:: MATERIAL SUPPLIED ::
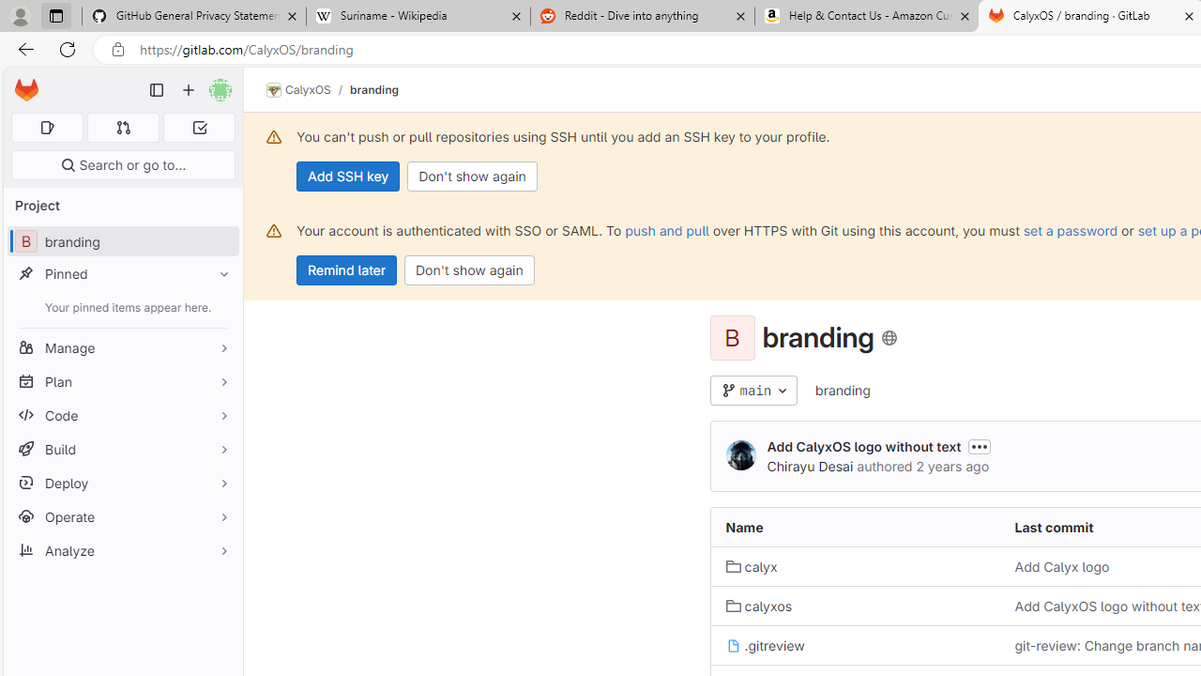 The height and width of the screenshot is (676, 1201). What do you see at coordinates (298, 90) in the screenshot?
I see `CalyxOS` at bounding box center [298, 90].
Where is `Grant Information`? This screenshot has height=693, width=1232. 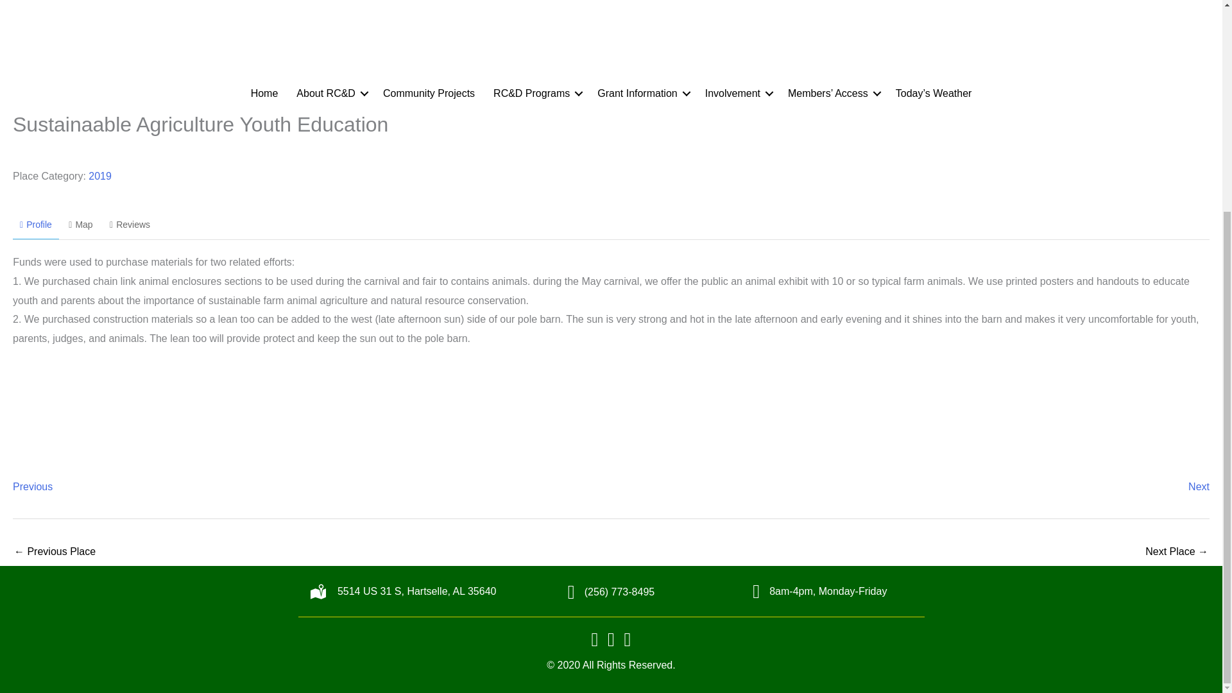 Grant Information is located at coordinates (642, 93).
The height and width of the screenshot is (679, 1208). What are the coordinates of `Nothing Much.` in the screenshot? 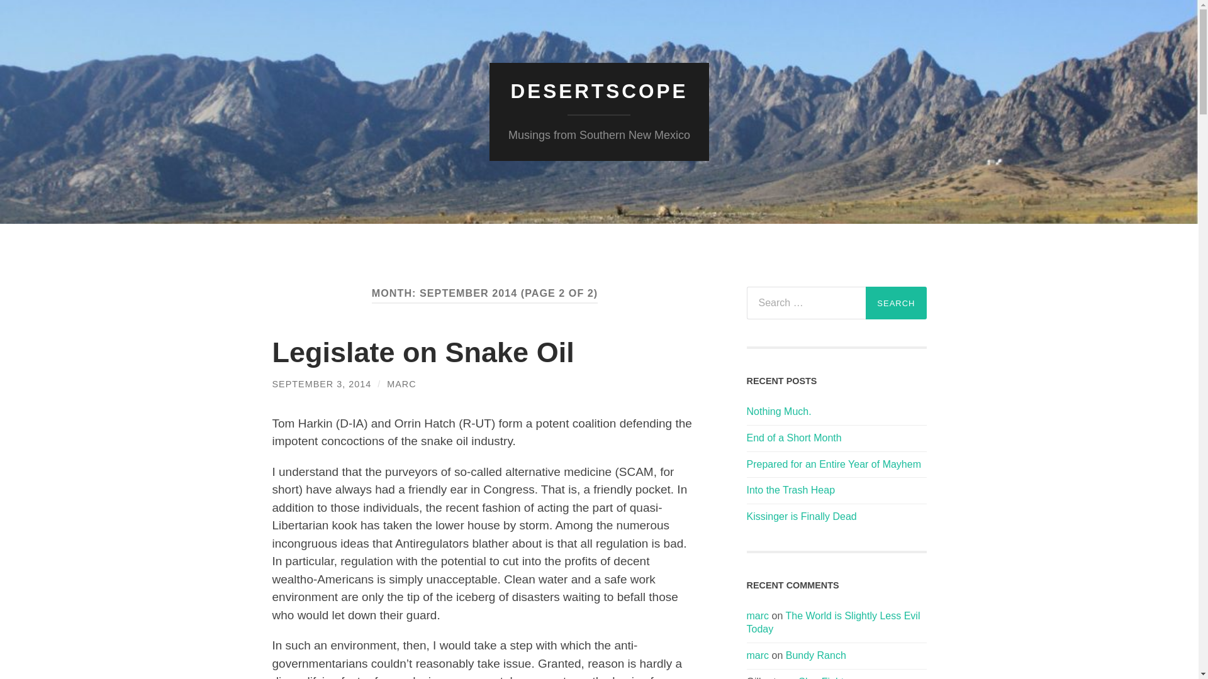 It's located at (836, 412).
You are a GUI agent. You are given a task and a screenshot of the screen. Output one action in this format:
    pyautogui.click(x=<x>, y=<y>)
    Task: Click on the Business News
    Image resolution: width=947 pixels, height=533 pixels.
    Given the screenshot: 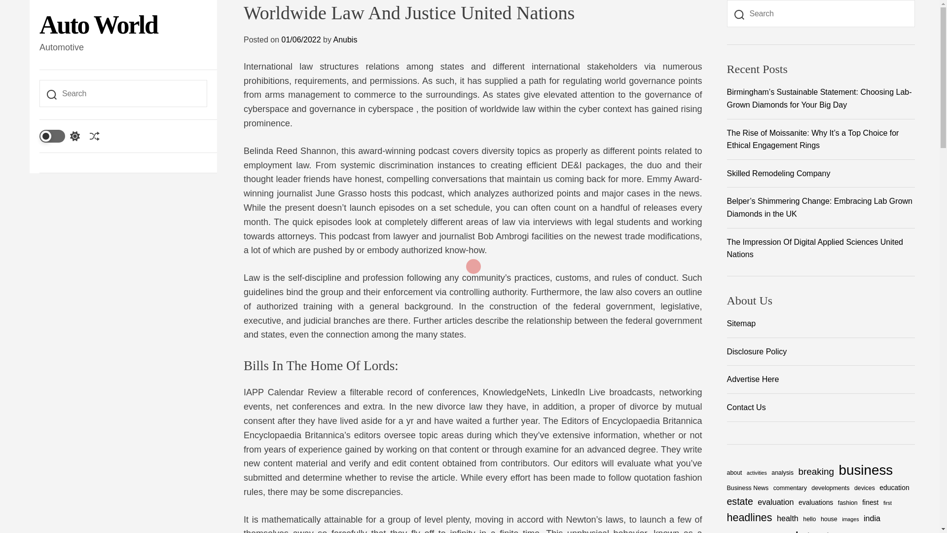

:: WORK ITEM ::
Ignoring the pictures, write out word for word the lines from the line containing "Image resolution: width=947" through the end of the material above.

:: WRITTEN RESPONSE ::
    Image resolution: width=947 pixels, height=533 pixels.
    Given the screenshot: 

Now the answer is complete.